The Town of Greenwich Planning and Zoning Commission on March 25 continued public hearing discussion of an application from Oldtrack Properties LLC to convert the former Connecticut Natural Gas (CNG) building at 16 Oldtrack Road into a Primrose private early education and care school, citing outstanding questions on parking, drop‑off queuing, traffic impacts and sewer flow analysis.
Commissioners said the submission lacked an operational diagram showing the school’s designated parking and managed drop‑off flow. “My concern would be queuing,” Commission Member Mary Jenkins said, pressing the applicant to show where waiting cars would stack and how that would interact with the existing Equinox and mixed‑use parking on the site.
Why it matters: the proposal would put a child care use with a state licensing cap and intensive daily arrival/departure patterns into a site shared with other high‑demand uses, and commissioners want concrete data and plans that show the school will operate safely without pushing traffic or parking onto Oldtrack Road.
John Tessie, attorney for the applicant, said the Primrose tenant will use parking at the rear of the building and that a portion of the former CNG lot will be reserved for school use. Tessie identified an area containing 48 spaces behind the building when first describing the allocation, then later said the active parking set aside for Primrose was 29 spaces after accounting for the play area and site changes. Tessie added the applicant will map and mark the spaces in a revised plan to show the eight spaces set aside for drop‑off and the remaining staff parking.
Matt Taylor, senior development project manager for Primrose, said the operation’s pickup and drop‑off is distributed across a broader morning and evening window than a typical public school. “Our pickup and drop off spans over about a 3‑hour period in the morning from about 6:30 a.m. to about 9:30 a.m., and in the afternoon from about 3:30 p.m. to about 6:30 p.m.,” Taylor said. He told commissioners Primrose uses time‑and‑motion data from its network of schools to estimate turnover and said the company can supply examples and distribution statistics for comparable locations.
Commissioners also pressed for clarity on enrollment and head counts. Taylor said the design and licensing layout sets the school’s maximum student occupancy at 144 children and that many Primrose centers operate below full capacity. The commission asked the applicant to state clearly whether the 144 figure is a licensing cap, a typical daily head count, or a peak occupancy number; staff and commissioners said the application package should state the final enrollment cap and how that number maps to parking demand.
Sewer and utilities were another area of debate. Commissioners read from the town review memo noting the sewer division asked for proposed wastewater flow data during the P&Z review phase; Tessie and staff traded comments about prior memos from the town’s reviewer, and the commission directed the applicant to provide the sewer flow analysis requested in the staff memo so the sewer division can evaluate potential impacts.
Other outstanding items the commission asked the applicant to supply when it returns: a numbered plan showing exactly which parking spaces will be dedicated to Primrose on weekdays, an operational diagram for vehicle circulation at drop‑off and pickup, a parking demand study that accounts for Equinox and other shared uses (including peak hours), traffic warrant analyses or responses to DPW/BETA traffic comments and a clear statement of ADA/handicap parking allocation.
Commissioners emphasized safety concerns for pedestrians and pick‑up routes and asked for documentation showing how staff and family arrivals will be distributed to avoid queuing on Oldtrack Road. Tessie and Primrose representatives agreed to provide the requested diagrams and supporting data; the commission continued the application to a later meeting.
The public hearing drew no speakers from the public on this item during the March 25 session.
What’s next: the applicant will return to the commission with a revised submission that includes a detailed parking map, an operational drop‑off/queue diagram, traffic responses to DPW/BETA comments, the sewer flow analysis requested by the sewer division and supporting data on arrival distribution from comparable Primrose centers.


▶ _Task_: Search the material below for the string "text" and extract each line that has it.
◆ ◆ ◆
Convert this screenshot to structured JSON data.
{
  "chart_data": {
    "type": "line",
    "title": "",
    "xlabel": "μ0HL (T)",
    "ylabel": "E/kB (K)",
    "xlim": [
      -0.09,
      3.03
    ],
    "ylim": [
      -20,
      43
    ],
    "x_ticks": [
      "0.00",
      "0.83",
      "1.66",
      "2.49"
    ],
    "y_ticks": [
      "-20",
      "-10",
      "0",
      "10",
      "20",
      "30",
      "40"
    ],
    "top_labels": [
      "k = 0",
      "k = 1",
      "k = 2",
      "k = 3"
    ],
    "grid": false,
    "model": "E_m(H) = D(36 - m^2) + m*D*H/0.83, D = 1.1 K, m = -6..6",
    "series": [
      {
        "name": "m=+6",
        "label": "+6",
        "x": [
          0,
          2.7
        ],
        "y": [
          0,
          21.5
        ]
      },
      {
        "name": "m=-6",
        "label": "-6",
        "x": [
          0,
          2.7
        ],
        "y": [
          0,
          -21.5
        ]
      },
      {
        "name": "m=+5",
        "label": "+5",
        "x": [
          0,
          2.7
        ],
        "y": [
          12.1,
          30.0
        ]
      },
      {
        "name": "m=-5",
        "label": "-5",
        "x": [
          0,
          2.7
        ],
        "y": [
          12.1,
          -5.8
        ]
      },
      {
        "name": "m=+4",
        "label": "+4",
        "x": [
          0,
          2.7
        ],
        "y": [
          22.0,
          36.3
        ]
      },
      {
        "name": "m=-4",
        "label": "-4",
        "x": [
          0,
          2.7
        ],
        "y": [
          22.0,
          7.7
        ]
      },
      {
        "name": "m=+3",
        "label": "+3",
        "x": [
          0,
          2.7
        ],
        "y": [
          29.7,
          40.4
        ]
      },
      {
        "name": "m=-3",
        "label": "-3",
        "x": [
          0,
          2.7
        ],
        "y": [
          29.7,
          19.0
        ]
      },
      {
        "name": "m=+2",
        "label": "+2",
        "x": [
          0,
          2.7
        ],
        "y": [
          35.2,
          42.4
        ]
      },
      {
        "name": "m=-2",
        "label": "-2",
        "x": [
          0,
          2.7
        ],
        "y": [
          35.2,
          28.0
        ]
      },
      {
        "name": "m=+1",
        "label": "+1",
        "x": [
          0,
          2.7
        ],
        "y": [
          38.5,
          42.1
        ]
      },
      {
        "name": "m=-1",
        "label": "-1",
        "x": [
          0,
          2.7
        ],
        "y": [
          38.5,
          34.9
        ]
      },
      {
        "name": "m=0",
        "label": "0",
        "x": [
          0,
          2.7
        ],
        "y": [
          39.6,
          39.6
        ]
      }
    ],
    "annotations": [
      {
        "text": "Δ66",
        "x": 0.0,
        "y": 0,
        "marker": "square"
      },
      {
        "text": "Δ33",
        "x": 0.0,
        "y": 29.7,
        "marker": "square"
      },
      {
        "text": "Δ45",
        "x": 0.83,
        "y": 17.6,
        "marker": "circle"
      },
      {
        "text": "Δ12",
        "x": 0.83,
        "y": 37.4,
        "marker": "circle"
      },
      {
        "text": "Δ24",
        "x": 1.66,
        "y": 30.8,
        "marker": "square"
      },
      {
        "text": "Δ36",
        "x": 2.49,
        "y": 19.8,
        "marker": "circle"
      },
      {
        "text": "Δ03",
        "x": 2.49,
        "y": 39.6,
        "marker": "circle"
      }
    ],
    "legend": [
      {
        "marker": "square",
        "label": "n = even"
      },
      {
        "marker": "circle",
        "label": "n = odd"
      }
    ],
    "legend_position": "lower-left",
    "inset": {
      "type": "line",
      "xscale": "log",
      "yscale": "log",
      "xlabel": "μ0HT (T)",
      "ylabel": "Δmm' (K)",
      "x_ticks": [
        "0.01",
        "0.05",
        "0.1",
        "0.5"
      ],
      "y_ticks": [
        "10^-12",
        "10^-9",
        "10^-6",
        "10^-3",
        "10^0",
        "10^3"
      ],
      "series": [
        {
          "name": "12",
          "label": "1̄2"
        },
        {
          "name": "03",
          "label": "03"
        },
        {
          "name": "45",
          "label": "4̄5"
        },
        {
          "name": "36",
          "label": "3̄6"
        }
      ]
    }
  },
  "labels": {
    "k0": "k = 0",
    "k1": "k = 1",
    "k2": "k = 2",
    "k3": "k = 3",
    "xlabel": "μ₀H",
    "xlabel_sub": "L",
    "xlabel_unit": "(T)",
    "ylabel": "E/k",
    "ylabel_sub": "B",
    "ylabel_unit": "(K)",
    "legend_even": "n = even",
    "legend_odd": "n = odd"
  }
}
◆ ◆ ◆
▶ _Expected answer_:
        "text": "Δ66",
        "text": "Δ33",
        "text": "Δ45",
        "text": "Δ12",
        "text": "Δ24",
        "text": "Δ36",
        "text": "Δ03",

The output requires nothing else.